Another consequence of our aggregation into larger and larger groups is the development of ground rules for living together. We developed morality because without it there will be no society. We developed laws to preserve and protect the connective tissue of our society. Is it any wonder that in some of the most densely populated countries, like China and Japan, consensus and “social harmony” are viewed as axioms of a functioning society?

The interesting thing is that the brain as well as the later development of laws are directed against agents, be it an approaching lion or a shoe bomber. We are programmed to view them as existential threats, and it arouses in us a primeval defensive reaction. But we are not programmed to react with the same degree of alarm to things. Our adrenaline doesn’t get flowing when we hear that the atmosphere will rise by 3 degrees in fifty years, despite the certain catastrophic consequences.

What’s to be done?

The long term solution is education. How many of us learned statistical analysis in elementary school? None of us. I am not talking about standard deviations and analysis of variance but about simple thinking in odds and probabilities.

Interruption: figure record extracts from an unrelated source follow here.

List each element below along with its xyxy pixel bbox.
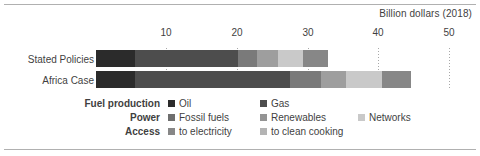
bar-segment-renewables bbox=[257, 50, 278, 67]
axis-unit-title: Billion dollars (2018) bbox=[379, 8, 472, 19]
legend-entry-oil[interactable]: Oil bbox=[168, 98, 191, 109]
legend-swatch-oil bbox=[168, 100, 175, 107]
legend-group-title-fuel-production: Fuel production bbox=[0, 98, 160, 109]
legend-row-access: Access to electricity to clean cooking bbox=[0, 126, 480, 140]
legend-label-gas: Gas bbox=[271, 98, 289, 109]
legend-row-power: Power Fossil fuels Renewables Networks bbox=[0, 112, 480, 126]
bar-segment-networks bbox=[278, 50, 303, 67]
bar-stated-policies bbox=[0, 50, 480, 67]
legend-swatch-gas bbox=[260, 100, 267, 107]
x-tick-label-30: 30 bbox=[302, 27, 313, 38]
legend-group-title-power: Power bbox=[0, 112, 160, 123]
legend-entry-renewables[interactable]: Renewables bbox=[260, 112, 326, 123]
x-tick-label-20: 20 bbox=[231, 27, 242, 38]
bar-segment-oil bbox=[96, 50, 136, 67]
legend-label-fossil-fuels: Fossil fuels bbox=[179, 112, 229, 123]
bar-segment-to-electricity bbox=[303, 50, 328, 67]
x-tick-label-40: 40 bbox=[372, 27, 383, 38]
top-border-rule bbox=[4, 4, 476, 5]
legend-swatch-renewables bbox=[260, 114, 267, 121]
bar-segment-fossil-fuels bbox=[238, 50, 257, 67]
legend-label-to-clean-cooking: to clean cooking bbox=[271, 126, 343, 137]
legend-swatch-networks bbox=[358, 114, 365, 121]
legend-swatch-to-clean-cooking bbox=[260, 128, 267, 135]
legend-swatch-to-electricity bbox=[168, 128, 175, 135]
bar-segment-gas bbox=[135, 50, 238, 67]
legend-label-to-electricity: to electricity bbox=[179, 126, 232, 137]
bar-segment-gas bbox=[135, 71, 290, 88]
legend-entry-networks[interactable]: Networks bbox=[358, 112, 411, 123]
bar-segment-oil bbox=[96, 71, 136, 88]
legend-row-fuel-production: Fuel production Oil Gas bbox=[0, 98, 480, 112]
legend-entry-fossil-fuels[interactable]: Fossil fuels bbox=[168, 112, 229, 123]
legend-entry-to-clean-cooking[interactable]: to clean cooking bbox=[260, 126, 343, 137]
legend-label-renewables: Renewables bbox=[271, 112, 326, 123]
chart-legend: Fuel production Oil Gas Power Fossil fue… bbox=[0, 98, 480, 140]
legend-label-oil: Oil bbox=[179, 98, 191, 109]
legend-swatch-fossil-fuels bbox=[168, 114, 175, 121]
bar-segment-fossil-fuels bbox=[290, 71, 321, 88]
x-tick-label-10: 10 bbox=[160, 27, 171, 38]
legend-entry-gas[interactable]: Gas bbox=[260, 98, 289, 109]
bar-segment-networks bbox=[346, 71, 382, 88]
bar-segment-to-electricity bbox=[382, 71, 411, 88]
bar-segment-renewables bbox=[321, 71, 346, 88]
legend-group-title-access: Access bbox=[0, 126, 160, 137]
bottom-border-rule bbox=[4, 149, 476, 150]
legend-entry-to-electricity[interactable]: to electricity bbox=[168, 126, 232, 137]
legend-label-networks: Networks bbox=[369, 112, 411, 123]
x-tick-label-50: 50 bbox=[443, 27, 454, 38]
stacked-bar-chart: Billion dollars (2018) 10 20 30 40 50 St… bbox=[0, 0, 480, 156]
bar-africa-case bbox=[0, 71, 480, 88]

What is more probable: being struck by a lightning, or meeting your mom when you leave school? Any first grader can answer that. What are the odds that a lion will try to bite you if you stick your hand through the fence for one second? How about a full minute? As the students mature, so can the problems become more complex. Are Scandinavians on averagetaller than Japanese? But are all Scandinavians taller? And finally, students could tackle great social issues in an analytical fashion. A few years ago a Belgian missionary doctor from the Congo stayed in my lab for a training period. In one of our long conversations he told me that the Belgian missionaries banned polygamy there in the 19th century. Wonderful, I thought. Not so fast, he retorted. Africa was, and still is, afflicted with tribal warfare, resulting in a dearth of males. Polygamy allowed their society to compensate for that and maintain equilibrium for hundreds of years; the church’s moral edict disturbed this societal adaptive response. So what did the newly liberated women do, now that their social and economic support system disappeared? They became prostitutes. And wouldn’t you guess it: venereal diseases killed even more men than the tribal wars. The moral of the story? What sounds right ain’t necessarily so. High school students could analyze such a problem as a quantitative problem: what causes more deaths: warfare or spread of disease? What causes more social harm? What would have been a more effective policy for the Belgian colonialists: ban polygamy, or reduce tribal conflict (which they actually encouraged; the old divide and rule policy).

This is just one example of critical thinking about complex issues, which is so vital to the functioning of a modern democratic society. The alternative is what we have now.

Dov Michaeli MD, PhD is a basic researcher who writes about everything at The Doctor Weighs In.